Bush's Faith-Based Farewell

Final presidential address from the Texan president throws red meat to small government crowd

Pres. Bush: One last go at a coherent speech
Pres. Bush: One last go at a coherent speech

Anyone expecting a Eisenhower-style warning from President George W. Bush in last night's farewell address should have known that they were in for a disappointing night. But they may not have expected a sales job for faith-based initiatives.

Because his administration has been so tied up with foreign policy, the immediate analysis centered on his claims of spreading freedom like free snow cones on a hot day. So while foreign policy experts are picking their jaws off the floor at the seemingly irony-free statement that "when people live in freedom, they do not willingly chose leaders who pursue campaigns of terror," the domestic policy notes may get passed over.

But on his way out the door, the real advocacy out of the legacy project was for his Office of Faith-Based and Community Initiatives (aka, when your policy grows lemons, give churches tax dollars to make lemonade for you) and charter schools: two conservative touchstones that aren't going anywhere soon. And while pundits like MSNBC's Chris Matthew's have noted that he didn't become a foreign policy ideologue until he got to DC, this is something that President Bush picked up back when he was Governor Bush (not forgetting, of course, that President-Elect Barack Obama likes them enough to reform rather than dismantle them.)

It began simply enough: "The addicted and suffering," he said, "are finding new hope through faith-based programs." But where it got really interesting was his selection of people in the audience that exemplify his image of civic life in America: "Dr.
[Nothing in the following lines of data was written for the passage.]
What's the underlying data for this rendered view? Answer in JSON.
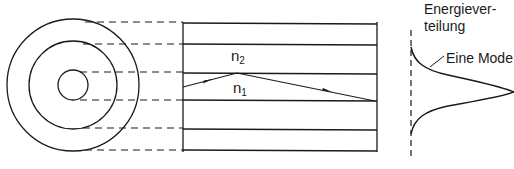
{
  "diagram": {
    "fiber_cross_section": {
      "circles": [
        {
          "name": "cladding-outer",
          "cx": 73,
          "cy": 85,
          "r": 66
        },
        {
          "name": "cladding-inner",
          "cx": 73,
          "cy": 85,
          "r": 44
        },
        {
          "name": "core",
          "cx": 73,
          "cy": 85,
          "r": 15
        }
      ]
    },
    "longitudinal_view": {
      "layer_lines_y": [
        22,
        44,
        72,
        100,
        129,
        150
      ],
      "x_start": 183,
      "x_end": 377
    },
    "labels": {
      "n2": {
        "base": "n",
        "sub": "2"
      },
      "n1": {
        "base": "n",
        "sub": "1"
      },
      "energy_title_line1": "Energiever-",
      "energy_title_line2": "teilung",
      "mode": "Eine Mode"
    },
    "ray_path": [
      [
        183,
        87
      ],
      [
        237,
        73
      ],
      [
        375,
        101
      ]
    ],
    "colors": {
      "line": "#1a1a1a",
      "background": "#ffffff"
    }
  }
}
Tony Recasner, a principal who opened a new charter school from the ruins of Hurricane Katrina. We see it in Julio Medina, a former inmate who leads a faith-based program to help prisoners returning to society."

Recasner established the innovative Samuel J. Green’s Charter School in New Orleans (which has become a testing ground for charter schools), which Bush visited in March 2007. Medina is founder and CEO of New York's Exodus Transitional Community, Inc., and was sat three seats away from Laura Bush during the 2004 State of the Nation Address.

So, just to clarify, with the Bush administration's record when it comes to Hurricane Katrina reconstruction and response, and the fact that the US has the highest prison population in total and per capita of any nation (in no small part due to the War on Drugs), he used his farewell to throw more red meat to the Christian conservatives.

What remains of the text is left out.